In one case, it was Nixon who wanted to send a message to the current American President , Jimmy Carter, and the rest of the western world, that we should never forget our friends in their time of need. This was very much true in the case of the Shah of Iran. The Shah was deposed in January of 1979, and the region he had helped stabilize was thrown into chaos. Carter's treatment of the Shah was in a word, shameful , and Richard Nixon held his feet to the fire. It was only after the Shah was diagnosed with cancer that he was allowed to seek refuge here for treatment which led to the Embassy in Tehran being overrun by militant Islamic terrorists and our diplomats being taken as hostages.
It was Nixon that went to Mexico to see the Shah and then went personally to his funeral in Egypt to say to the world that America never forgets a friend. It was Richard Nixon showing the foreign Policy leadership lacking by the current leadership in the White House at the time.

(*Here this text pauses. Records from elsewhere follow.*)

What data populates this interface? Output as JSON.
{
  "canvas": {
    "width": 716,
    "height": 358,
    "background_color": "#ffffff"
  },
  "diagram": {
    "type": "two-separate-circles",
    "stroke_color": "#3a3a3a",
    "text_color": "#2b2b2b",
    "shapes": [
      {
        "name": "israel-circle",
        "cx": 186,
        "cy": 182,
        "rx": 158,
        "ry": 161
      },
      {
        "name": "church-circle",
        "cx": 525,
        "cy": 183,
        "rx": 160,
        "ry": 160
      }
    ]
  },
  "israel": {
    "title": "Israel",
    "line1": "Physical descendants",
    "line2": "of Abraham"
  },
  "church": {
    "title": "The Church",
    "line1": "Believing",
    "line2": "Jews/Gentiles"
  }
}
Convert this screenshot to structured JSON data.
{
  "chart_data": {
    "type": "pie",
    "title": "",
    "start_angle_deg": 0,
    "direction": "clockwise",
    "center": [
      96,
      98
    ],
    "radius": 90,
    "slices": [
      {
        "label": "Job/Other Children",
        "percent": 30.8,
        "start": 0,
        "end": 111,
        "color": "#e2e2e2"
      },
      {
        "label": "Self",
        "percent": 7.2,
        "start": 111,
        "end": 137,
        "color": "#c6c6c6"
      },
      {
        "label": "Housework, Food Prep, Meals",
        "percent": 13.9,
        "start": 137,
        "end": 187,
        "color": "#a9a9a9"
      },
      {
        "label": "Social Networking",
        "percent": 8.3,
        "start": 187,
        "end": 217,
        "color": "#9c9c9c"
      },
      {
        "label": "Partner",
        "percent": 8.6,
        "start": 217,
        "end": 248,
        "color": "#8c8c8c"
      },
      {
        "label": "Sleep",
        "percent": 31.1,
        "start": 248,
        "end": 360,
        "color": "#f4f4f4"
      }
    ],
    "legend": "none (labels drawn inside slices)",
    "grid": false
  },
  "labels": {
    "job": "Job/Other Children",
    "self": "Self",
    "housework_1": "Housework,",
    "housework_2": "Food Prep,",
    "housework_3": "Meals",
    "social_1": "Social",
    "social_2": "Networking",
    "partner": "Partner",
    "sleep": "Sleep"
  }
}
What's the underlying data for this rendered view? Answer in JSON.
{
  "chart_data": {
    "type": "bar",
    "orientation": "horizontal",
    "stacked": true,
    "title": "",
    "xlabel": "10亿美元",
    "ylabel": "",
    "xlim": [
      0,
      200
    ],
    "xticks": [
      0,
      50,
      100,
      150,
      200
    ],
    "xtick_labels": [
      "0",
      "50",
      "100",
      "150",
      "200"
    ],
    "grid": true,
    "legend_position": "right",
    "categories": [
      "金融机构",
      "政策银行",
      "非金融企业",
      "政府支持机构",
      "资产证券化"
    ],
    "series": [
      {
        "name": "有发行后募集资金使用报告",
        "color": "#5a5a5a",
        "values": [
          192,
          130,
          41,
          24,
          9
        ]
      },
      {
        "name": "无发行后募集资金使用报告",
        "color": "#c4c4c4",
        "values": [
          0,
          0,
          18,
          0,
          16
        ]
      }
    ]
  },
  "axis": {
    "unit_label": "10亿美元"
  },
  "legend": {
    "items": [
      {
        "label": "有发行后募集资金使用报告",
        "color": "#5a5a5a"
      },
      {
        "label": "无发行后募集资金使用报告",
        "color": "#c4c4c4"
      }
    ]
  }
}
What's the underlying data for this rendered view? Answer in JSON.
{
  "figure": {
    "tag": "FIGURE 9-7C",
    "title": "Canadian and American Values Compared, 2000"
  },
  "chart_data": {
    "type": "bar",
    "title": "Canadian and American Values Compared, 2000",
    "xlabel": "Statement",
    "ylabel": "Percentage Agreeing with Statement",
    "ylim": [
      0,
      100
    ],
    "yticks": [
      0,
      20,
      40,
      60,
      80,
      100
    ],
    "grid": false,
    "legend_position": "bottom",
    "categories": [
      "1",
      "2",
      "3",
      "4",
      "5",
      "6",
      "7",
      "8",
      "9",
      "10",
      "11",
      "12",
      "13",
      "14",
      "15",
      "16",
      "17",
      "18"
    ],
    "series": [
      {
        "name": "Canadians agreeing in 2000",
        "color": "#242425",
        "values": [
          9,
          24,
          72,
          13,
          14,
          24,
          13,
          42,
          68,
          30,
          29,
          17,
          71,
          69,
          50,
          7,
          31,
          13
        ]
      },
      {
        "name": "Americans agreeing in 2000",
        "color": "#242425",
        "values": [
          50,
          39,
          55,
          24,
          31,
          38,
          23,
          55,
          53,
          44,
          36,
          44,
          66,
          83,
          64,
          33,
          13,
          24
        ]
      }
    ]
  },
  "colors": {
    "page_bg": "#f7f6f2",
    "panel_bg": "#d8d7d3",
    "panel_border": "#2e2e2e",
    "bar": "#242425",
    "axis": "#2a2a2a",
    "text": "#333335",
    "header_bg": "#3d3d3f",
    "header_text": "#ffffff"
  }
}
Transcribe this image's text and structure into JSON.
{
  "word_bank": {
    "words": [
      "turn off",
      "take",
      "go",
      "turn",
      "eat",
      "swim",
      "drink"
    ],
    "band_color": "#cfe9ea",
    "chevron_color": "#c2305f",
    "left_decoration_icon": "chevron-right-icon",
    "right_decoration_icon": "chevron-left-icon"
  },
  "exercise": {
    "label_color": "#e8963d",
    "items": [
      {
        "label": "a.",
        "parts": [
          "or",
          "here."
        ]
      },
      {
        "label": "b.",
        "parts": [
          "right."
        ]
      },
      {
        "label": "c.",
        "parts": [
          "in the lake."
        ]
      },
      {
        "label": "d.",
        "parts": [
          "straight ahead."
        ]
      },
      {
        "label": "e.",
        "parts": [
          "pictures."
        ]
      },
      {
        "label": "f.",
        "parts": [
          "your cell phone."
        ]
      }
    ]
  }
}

Then after the assassination of Egyptian President Anwar Sadat Richard Nixon was called on again by the new President Ronald Reagan to represent the United States to the world. Reagan tapped all three former living Presidents, Richard Nixon, Gerald Ford and Jimmy Carter to attend the Sadat funeral but it was clearly Nixon that was the towering figure to the world. It marked Nixon's return to the world stage and he was greeted by grateful world that had always revered him and marveled at just how the United States could have ever deposed such an extraordinary leader.
Finally we will take a look at the man who was on the other side of the Cold War for much of the most important years of the struggle. For two decades the Soviet Union was dominated by Leonid Brezhnev. Here we will look back at him, his leadership, and his impact on the world stage. Then we will hear from President Richard Nixon on Nightline the night the Soviet leader died and listen to his thoughts on this formidable leader who represented the other side of the Cold War for so long.